Record shopping at the edge

A brief, but far-reaching survey of new sounds

The Apples in Stereo, Let’s Go! (spinART) Most established bands release EPs to dump their leftovers onto the already converted. But Denver’s psychedelic candy-poppers the Apples in Stereo have accomplished the reverse: Let’s Go! is actually more fun than its predecessor, last year’s loopy The Discovery of a World Inside the Moone.

The most instructive cut may be the least effective: a ragtag run through the Beach Boys’ “Heroes and Villains” recorded at a Chicago concert last year. Head Apple Robert Schneider apes Brian Wilson’s production techniques with more panache than damn near anyone else; the lackluster live “Heroes” only underlines his studio mastery. At home in his basement, Schneider makes even acoustic demos like the EP’s title track (the Apples’ contribution to the Powerpuff Girls soundtrack) and Moone’s “Stream Running Over” sparkle just as brightly as the finished versions.

But all that’s gravy; you’ll want Let’s Go! for its sole new song, “If You Want to Wear a Hat,” which may be the best thing the band has ever recorded: crisp slow-motion, semi-funky drums; laconic two-chord strum; irresistible “ooh-ooh-ooh” chorus; and the kind of melody that seems silly until you find yourself humming it in your sleep. Plus great cover art from cartoonist Craig McCracken, with the five-piece band looking like a scruffier Archies. Hey, Robert — where’s that children’s album already?

Bosavi: Rainforest Music From Papua New Guinea (Smithsonian Folkways)

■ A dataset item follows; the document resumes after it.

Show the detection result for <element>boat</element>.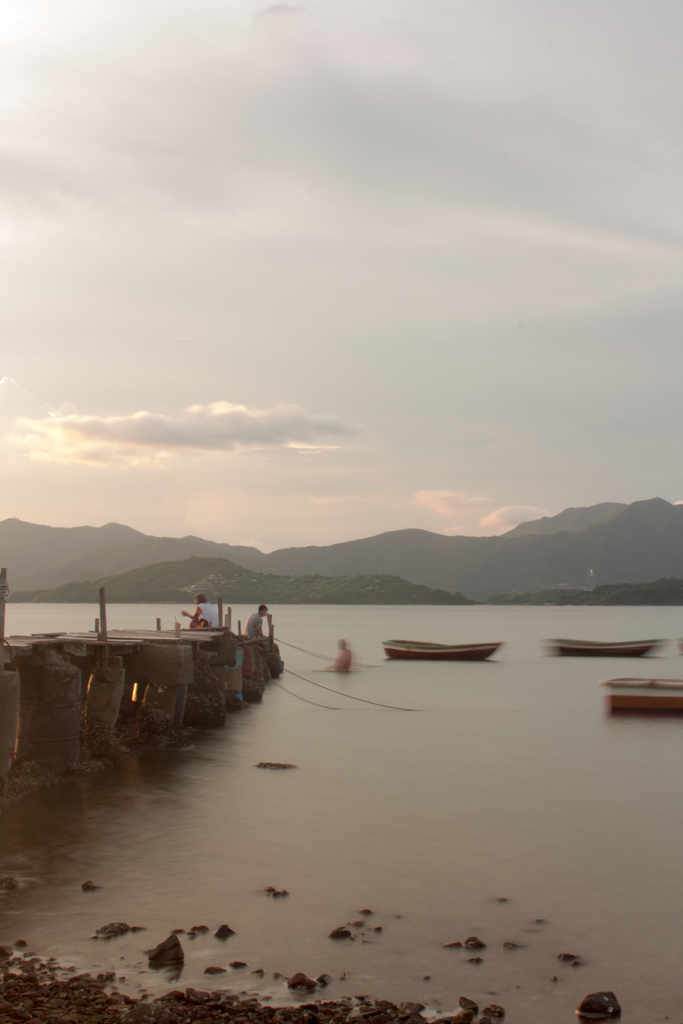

Evocative can be a loaded word, especially when it’s applied to work that conjures up a place or a state of mind you’ve never experienced before. But field recordings exist to evoke, to put you in the middle of another life, and few of them do it as well as Bosavi: Rainforest Music from Papua New Guinea. This new box set, compiled by veteran ethnomusicologist Steven Feld from 25 years worth of recordings of a 1,200-member community living in the foothills of a dead volcano, documents a way of life that has been threatened since Christian missionaries began ruling the region in the 1930s. Bosavi’s three discs — “Guitar Bands of the 1990s,” “Sounds and Songs of Everyday Life,” and “Sounds and Songs of Ritual and Ceremony” — summarize the region’s sounds as well as patchwork-quilting together a vivid portrait of the community.

The “Guitar Bands” disc collects open-throated, acoustic-led sing-alongs by groups of five harmonizers or more, and the first half especially is robust, catchy and instantly lovable. But it’s the a cappella vocals elsewhere that prove most arresting, in particular those of Ulahi, a woman with a dry, throaty voice whose musical accompaniment is provided by the rhythms of a waterfall, cicadas and a stone scraping the starch from palm fronds. Her duets with a woman named Eyo:bo start as off-kilter call-and-response but soon become dizzyingly circular, almost kaleidoscopic in effect. And the pair of “Women’s ceremonial iwo: songs” on disc three are so gorgeously spacious that you’d be forgiven for wondering whether Feld ran them through an echo chamber.

DJ Dan, In Stereo (Kinetic)

A native of Olympia, Wash., DJ Dan got his start in Los Angeles in the early ’90s — during the first peak of American rave culture — and by now he’s such a ubiquitous headliner, particularly on the West Coast, that he’s easy to take for granted. Musically, he roams the considerable middle ground between the minimalist likes of Stacey Pullen and the in-your-face excess of Fatboy Slim — his sets tend to combine the straightforward 4/4 thump of house with textures borrowed both from the anarchic party-hound vibe of big beat and the subtly psychedelic “funky breaks” style popular in Florida and northern California. He’s hardly groundbreaking, but Dan and DJs like him have been the backbone of America’s rave scene since the beginning.

In Stereo epitomizes Dan’s approach: Instead of goosing the crowd with a clever hook every time he drops the needle on another record, he builds a consistent mood, holding out the promise that the party can go on indefinitely, and only then sneaking in a surprise or two. Like its four predecessors, only even more so, the new disc rides a comfortably streamlined groove, loaded with horns (it opens with the insistent, pumping fanfare of Smitty & Eric Davenport’s “Shake It”) and a rack of guitar sounds, from chicken scratched (Louis Botella’s “Got to Dance”) to wah-wahed (Vinyl Fever’s “The Prophet”) to pointillist (Todd Terry’s “Can’t Play Around”) to a combination of all three (DJ Gordon’s “Moonshine Boogie”).??